Deals get real: Butler joins Heat, Raptors wish Kawhi well


Toronto said farewell to Kawhi Leonard. Miami said hello to Jimmy Butler. The Lakers finally have Anthony Davis. Free agency became real Saturday.

The four-team trade that sent Butler to the Heat, with a new $142 million, four-year contract, was one of the first big moves to get done once the league's offseason moratorium ended. But many of the other massive moves, such as Leonard's signing with the Los Angeles Clippers and the trade to have Paul George join him, remained in the paperwork stage. There was no real worry about the pending transactions: Some deals, including a few that got agreed upon very quickly when the negotiating window opened June 30, simply needed to be slotted in a certain order to make the NBA's money rules work.

"I think it's going to be a really exciting season," said Portland's Damian Lillard, who wasn't a free agent and won't be for a long time after signing a $196 million, four-year extension that could keep him with the Trail Blazers until 2025. "Obviously, it's exciting to see players change teams. You know people love that."

Not all people. Not always, anyway. Toronto awoke to the news Saturday that two starters from this past season's NBA champion Raptors, Leonard and Danny Green, were moving on. Leonard picked the Clippers and will sign a $142 million, four-year deal and George will be joining him in a massive trade that will send Danilo Gallinari, Shai Gilgeous-Alexander and five draft picks to Oklahoma City in a blockbuster deal that shook up both conferences. Green is joining the Lakers on a two-year deal.

"Teams are making moves to win now and that's obvious," said Heat forward Meyers Leonard, who left Portland and is part of the four-team Butler deal. "The Clippers, for example, they're in ‘win-now' mode. They played well last year in the playoffs. They go and get Kawhi and PG and all these other players. OKC has to be thinking, ‘OK, we just got a ton of draft picks.' So people are positioning themselves in different ways."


For this listing, the lines between the one holding "Describe the element" and the one holding "This screenshot has", inclusive, must be set down exactly.

• **Material provided**:
════════
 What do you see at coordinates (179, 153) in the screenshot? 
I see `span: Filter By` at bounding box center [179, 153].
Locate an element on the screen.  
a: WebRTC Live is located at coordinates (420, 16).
════════
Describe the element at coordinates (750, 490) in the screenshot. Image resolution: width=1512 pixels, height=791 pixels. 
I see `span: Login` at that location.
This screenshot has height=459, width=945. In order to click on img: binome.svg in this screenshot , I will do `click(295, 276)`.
════════
• **Answer box**:
Describe the element at coordinates (750, 490) in the screenshot. Image resolution: width=1512 pixels, height=791 pixels. 
I see `span: Login` at that location.
This screenshot has height=459, width=945. In order to click on img: binome.svg in this screenshot , I will do `click(295, 276)`.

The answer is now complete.